- Associated Press - Monday, May 19, 2014

MONTGOMERY, Ala. (AP) - The operators of three of Alabama’s five abortion clinics testified Monday they use out-of-town doctors who wouldn’t be able to admit patients to local hospitals as required under a new state law and would have to end abortion services if a federal judge allows the measure to take effect.

June Ayers, the owner of Montgomery’s Reproductive Health Services, and Staci Fox, CEO of Planned Parenthood Southeast and its clinics in Birmingham and Mobile, are challenging the law and were the first witnesses in a federal trial that began Monday. They said enforcement of the law would make it harder for low-income women to get abortions.

“If I close my doors, their access is dramatically, dramatically reduced,” Ayers said.

Mississippi, Wisconsin and Texas have laws similar to Alabama, but Texas is the only state where it is being enforced. Testimony in the non-jury Alabama trial in Montgomery continues through June 5. U.S. District Judge Myron Thompson will rule after that.

Proponents of the law say problems arise because traveling doctors remain in a city only a few hours and aren’t around to handle complications. Lawyers from the state attorney general’s office said they will present witnesses, including physicians, who will testify that having a doctor on hand to manage problems and admit a patient to the hospital will improve the quality of care.

The clinic operators say complications are rare. They said their traveling physicians wouldn’t qualify for the admitting privileges because they don’t live in the cities with the clinics, would not have the required number of hospital admissions, and would not be around to handle on-call duties like some hospitals require. But both acknowledged none of their traveling doctors has ever tried to get admitting privileges where the clinics are located.

Both said abortion clinic doctors are subject to frequent harassment, and they’ve never had physicians in the clinics’ cities express interest in doing the procedures.

“I can’t imagine after all this time and effort that there is one rock left unturned,” Fox said.

The attorney general’s staff noted that the abortion clinics in Tuscaloosa and Huntsville use local doctors with hospital privileges, and they questioned Ayers and Fox about what they have done to find physicians who would meet the law’s requirements.

“I never recruited someone to move here,” Ayers acknowledged under questioning.

Both operators described harassment of staff and physicians and said that makes finding employees difficult. Ayers recounted one physician the clinic used from Baltimore, Maryland, who had his picture taken outside the clinic and then had posters about him being an abortion doctor show up in his neighborhood.

The Birmingham clinic of Planned Parenthood Southeast ceased operations in January after firing two staff members for selling an abortion medication to a person in the clinic’s parking lot. Fox said the clinic hopes to get approval from the state health department to reopen by next month.

The Alabama Department of Public Health reports the two clinics not threatened by the law are the state’s largest, with the Tuscaloosa clinic performing 3,503 abortions in 2012 and the Huntsville clinic 1,451. The department reports the Birmingham clinic recorded 1,396 abortions in 2012, the Mobile clinic 1,275, and the Montgomery clinic 978.

Ayers said her traveling doctors are in the capital city one day per week and are paid $80 to $85 per abortion.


(The problem):
Go through the entries, filter for the word "year", and copy every line that has it.

(Supplied material):

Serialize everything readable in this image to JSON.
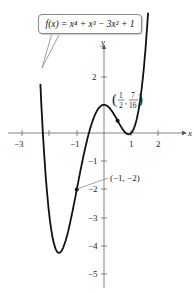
{
  "chart_data": {
    "type": "line",
    "function": "x^4 + x^3 - 3x^2 + 1",
    "xlabel": "x",
    "ylabel": "y",
    "xlim": [
      -3.5,
      2.8
    ],
    "ylim": [
      -5.5,
      3.3
    ],
    "x_ticks": [
      -3,
      -2,
      -1,
      1,
      2
    ],
    "x_tick_labels": [
      "-3",
      "-1",
      "1",
      "2"
    ],
    "y_ticks": [
      2,
      1,
      -1,
      -2,
      -3,
      -4,
      -5
    ],
    "y_tick_labels": [
      "2",
      "-1",
      "-2",
      "-3",
      "-4",
      "-5"
    ],
    "grid": false,
    "points": [
      {
        "x": 0.5,
        "y": 0.4375,
        "label": "(1/2, 7/16)"
      },
      {
        "x": -1,
        "y": -2,
        "label": "(-1, -2)"
      }
    ],
    "curve_samples": [
      {
        "x": -2.3,
        "y": 2.11
      },
      {
        "x": -2,
        "y": -3
      },
      {
        "x": -1.5,
        "y": -4.06
      },
      {
        "x": -1,
        "y": -2
      },
      {
        "x": 0,
        "y": 1
      },
      {
        "x": 0.5,
        "y": 0.4375
      },
      {
        "x": 1,
        "y": 0
      },
      {
        "x": 1.5,
        "y": 1.69
      }
    ]
  },
  "callout": {
    "text_prefix": "f(x) = x",
    "text": "f(x) = x⁴ + x³ − 3x² + 1"
  },
  "axes": {
    "x_label": "x",
    "y_label": "y"
  },
  "ticks": {
    "x": [
      "−3",
      "−1",
      "1",
      "2"
    ],
    "y": [
      "2",
      "−1",
      "−2",
      "−3",
      "−4",
      "−5"
    ]
  },
  "annotations": {
    "point1": {
      "label_open": "(",
      "num1": "1",
      "den1": "2",
      "num2": "7",
      "den2": "16",
      "label_close": ")"
    },
    "point2": "(−1, −2)"
  }
}
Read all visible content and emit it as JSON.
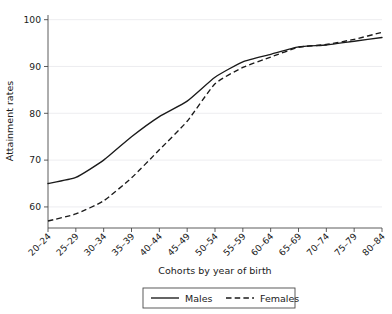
{
  "chart_data": {
    "type": "line",
    "title": "",
    "xlabel": "Cohorts by year of birth",
    "ylabel": "Attainment rates",
    "categories": [
      "20–24",
      "25–29",
      "30–34",
      "35–39",
      "40–44",
      "45–49",
      "50–54",
      "55–59",
      "60–64",
      "65–69",
      "70–74",
      "75–79",
      "80–84"
    ],
    "yticks": [
      60,
      70,
      80,
      90,
      100
    ],
    "ylim": [
      55.5,
      101
    ],
    "grid": true,
    "legend_position": "bottom-center",
    "series": [
      {
        "name": "Males",
        "style": "solid",
        "color": "#1a1a1a",
        "values": [
          65.0,
          66.3,
          70.0,
          75.0,
          79.3,
          82.6,
          87.7,
          91.0,
          92.6,
          94.2,
          94.6,
          95.4,
          96.2
        ]
      },
      {
        "name": "Females",
        "style": "dashed",
        "color": "#1a1a1a",
        "values": [
          57.0,
          58.5,
          61.3,
          66.2,
          72.2,
          78.3,
          86.3,
          89.8,
          92.0,
          94.1,
          94.7,
          95.8,
          97.3
        ]
      }
    ]
  },
  "axes": {
    "y_axis_label": "Attainment rates",
    "x_axis_label": "Cohorts by year of birth",
    "y_tick_labels": [
      "60",
      "70",
      "80",
      "90",
      "100"
    ],
    "x_tick_labels": [
      "20–24",
      "25–29",
      "30–34",
      "35–39",
      "40–44",
      "45–49",
      "50–54",
      "55–59",
      "60–64",
      "65–69",
      "70–74",
      "75–79",
      "80–84"
    ]
  },
  "legend": {
    "items": [
      {
        "label": "Males",
        "style": "solid"
      },
      {
        "label": "Females",
        "style": "dashed"
      }
    ]
  },
  "colors": {
    "line": "#1a1a1a",
    "axis": "#4a4a4a",
    "grid": "#e8e8ec",
    "background": "#ffffff"
  }
}
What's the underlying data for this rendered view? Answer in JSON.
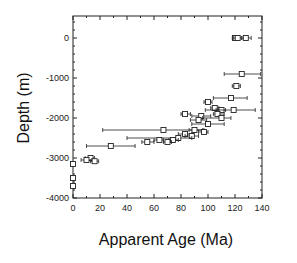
{
  "chart_data": {
    "type": "scatter",
    "title": "",
    "xlabel": "Apparent Age (Ma)",
    "ylabel": "Depth (m)",
    "xlim": [
      0,
      140
    ],
    "ylim": [
      -4000,
      550
    ],
    "xticks": [
      0,
      20,
      40,
      60,
      80,
      100,
      120,
      140
    ],
    "yticks": [
      0,
      -1000,
      -2000,
      -3000,
      -4000
    ],
    "grid": false,
    "legend": null,
    "marker": "open-square",
    "series": [
      {
        "name": "samples",
        "points": [
          {
            "x": 120,
            "y": 0,
            "xerr": [
              118,
              123
            ]
          },
          {
            "x": 122,
            "y": 0,
            "xerr": [
              119,
              125
            ]
          },
          {
            "x": 128,
            "y": 0,
            "xerr": [
              125,
              132
            ]
          },
          {
            "x": 125,
            "y": -900,
            "xerr": [
              112,
              139
            ]
          },
          {
            "x": 121,
            "y": -1200,
            "xerr": [
              118,
              124
            ]
          },
          {
            "x": 117,
            "y": -1500,
            "xerr": [
              104,
              129
            ]
          },
          {
            "x": 100,
            "y": -1600,
            "xerr": [
              97,
              103
            ]
          },
          {
            "x": 105,
            "y": -1750,
            "xerr": [
              102,
              108
            ]
          },
          {
            "x": 110,
            "y": -1800,
            "xerr": [
              106,
              113
            ]
          },
          {
            "x": 119,
            "y": -1800,
            "xerr": [
              98,
              135
            ]
          },
          {
            "x": 107,
            "y": -1900,
            "xerr": [
              104,
              112
            ]
          },
          {
            "x": 83,
            "y": -1900,
            "xerr": [
              80,
              87
            ]
          },
          {
            "x": 95,
            "y": -1950,
            "xerr": [
              88,
              102
            ]
          },
          {
            "x": 110,
            "y": -2000,
            "xerr": [
              96,
              117
            ]
          },
          {
            "x": 93,
            "y": -2050,
            "xerr": [
              87,
              99
            ]
          },
          {
            "x": 100,
            "y": -2150,
            "xerr": [
              88,
              112
            ]
          },
          {
            "x": 67,
            "y": -2300,
            "xerr": [
              22,
              97
            ]
          },
          {
            "x": 90,
            "y": -2300,
            "xerr": [
              86,
              96
            ]
          },
          {
            "x": 97,
            "y": -2350,
            "xerr": [
              93,
              100
            ]
          },
          {
            "x": 83,
            "y": -2400,
            "xerr": [
              78,
              88
            ]
          },
          {
            "x": 88,
            "y": -2450,
            "xerr": [
              83,
              93
            ]
          },
          {
            "x": 78,
            "y": -2500,
            "xerr": [
              40,
              88
            ]
          },
          {
            "x": 64,
            "y": -2550,
            "xerr": [
              60,
              67
            ]
          },
          {
            "x": 74,
            "y": -2550,
            "xerr": [
              71,
              78
            ]
          },
          {
            "x": 55,
            "y": -2600,
            "xerr": [
              51,
              60
            ]
          },
          {
            "x": 70,
            "y": -2600,
            "xerr": [
              67,
              73
            ]
          },
          {
            "x": 28,
            "y": -2700,
            "xerr": [
              10,
              46
            ]
          },
          {
            "x": 13,
            "y": -3000,
            "xerr": [
              9,
              16
            ]
          },
          {
            "x": 10,
            "y": -3050,
            "xerr": [
              6,
              14
            ]
          },
          {
            "x": 16,
            "y": -3080,
            "xerr": [
              13,
              19
            ]
          },
          {
            "x": 0,
            "y": -3150,
            "xerr": [
              0,
              0
            ]
          },
          {
            "x": 0,
            "y": -3500,
            "xerr": [
              0,
              0
            ]
          },
          {
            "x": 0,
            "y": -3700,
            "xerr": [
              0,
              0
            ]
          }
        ]
      }
    ]
  },
  "figure": {
    "ylabel": "Depth (m)",
    "xlabel": "Apparent Age (Ma)",
    "plot_box": {
      "left": 73,
      "right": 262,
      "top": 16,
      "bottom": 198
    },
    "colors": {
      "axis": "#222222",
      "marker": "#222222",
      "background": "#ffffff"
    }
  }
}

(Exercise response):
    "xlabel": "Cohorts by year of birth",
    "x_axis_label": "Cohorts by year of birth",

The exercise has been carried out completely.